Let’s visit the busy threshing floor owned by Ornan

By Brenda Cannon Henley
If you follow this column from week to week, you will remember that in our last edition, I mentioned Ornan, the Jebusite, and invited you to read 1 Chronicles 21:18-30 and 2 Samuel 24:18-24 to learn more about this man and about the visit from David to the threshing floor. To recap the content for you, we read in Chronicles that the angel of the Lord commanded Gad to say to David, “Go up and build an altar unto the Lord in the threshing floor of Ornan.” If you are familiar with Scripture, you will recognize that the building of an altar is a special command and one that God gave several times in the Bible. Men built altars in order to worship or thank God for what He had done for them.

Ornan and his four sons were busy threshing wheat as they heard David approach. Ornan and his sons also saw the angel according to Verse 20. The men were fearful of the angel. David called out to Ornan and the businessman bowed himself to the visitor. David, a very powerful man, asked Ornan if he would sell him the threshing floor so that he could follow God’s command and build an altar as he was instructed. “I will pay you full price,” said David. In other words, David wasn’t there looking for a deal. He wanted to pay what the threshing floor and the land was worth. Ornan recognized David and wanted to give him the threshing floor and the land. He further offered to give him the oxen for burnt offerings, the threshing instruments for wood, and the wheat he had.

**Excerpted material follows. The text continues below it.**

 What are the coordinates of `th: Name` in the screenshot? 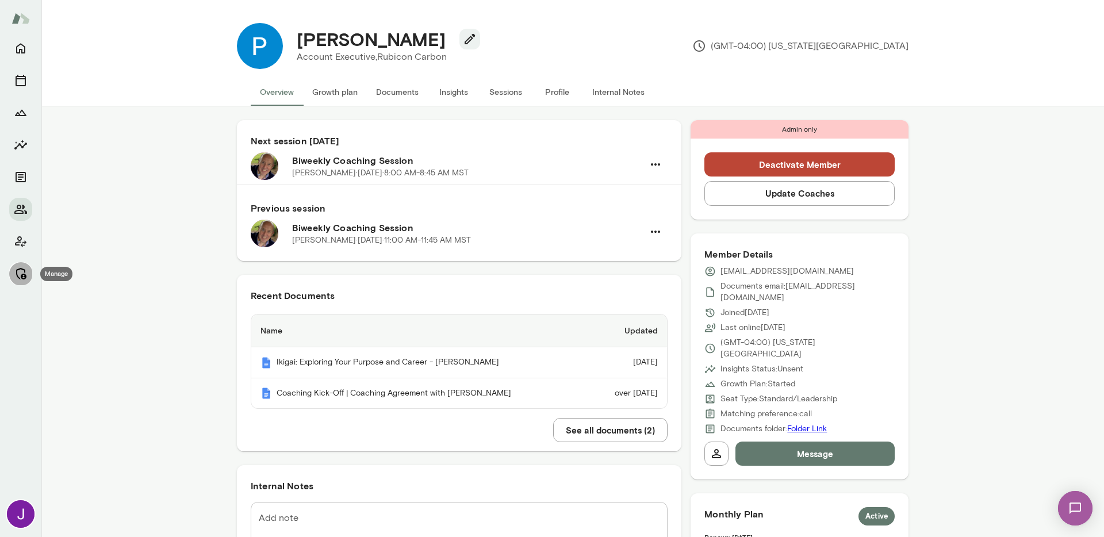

Ornan said words that God is often eager to hear, “I give it all.” How many times in our lives are we really willing to “give it all” for our families, for those we love, or for a stranger that might approach us in our busy daily lives? Ornan was a good man. He quickly said, “I give it all.” He offered David whatever he needed, but moreover, whatever he wanted. Verse 24 tells us a lot about David. And King David said to Ornan, “Nay, I will buy it for the full price. I will not take that which is thine for the Lord, nor offer burnt offerings without cost.” The story goes on to say that David gave Ornan six hundred shekels of gold by weight for the threshing floor, the land on which it sat, and the entire place.

David built his altar unto the Lord and offered burnt offerings and peace offerings and he called upon the Lord.

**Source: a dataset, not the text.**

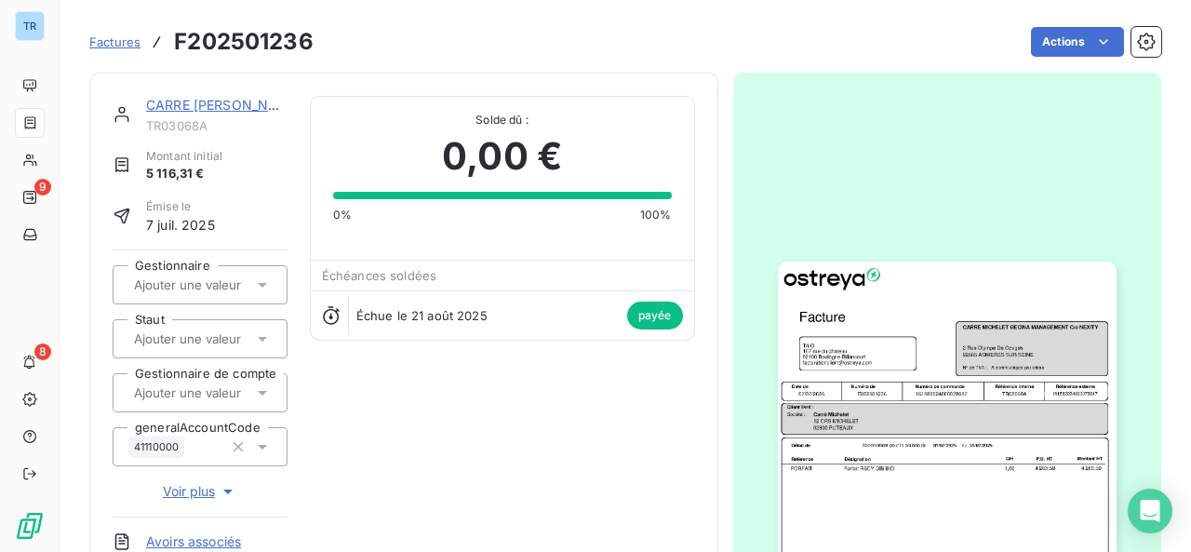 The height and width of the screenshot is (552, 1191). Describe the element at coordinates (342, 215) in the screenshot. I see `span: 0%` at that location.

Translated or modernized a bit, David said to Ornan who was offering to give him the threshing floor and all that abided around it, “I will not give a gift that costs me nothing.” In other words, if I am to have this place to build my altar unto God, I want to pay for it. I don’t want it to come easy. I don’t want you to give it to me. It would require little of me to simply take it from you and build my altar.

The true sacrifices in our lives that only you and I know about are the ones that God honors. I do not know what God has asked of you, or how He has asked you to give your gift, but I do know this — and I have lived long enough to see it proved over and over — when and if we give our gifts from a pure heart, He honors them and uses our little to become much in our lives and in the lives of others. I want to live in such a way that I can join King David in saying, “I will not give a gift that costs me nothing.”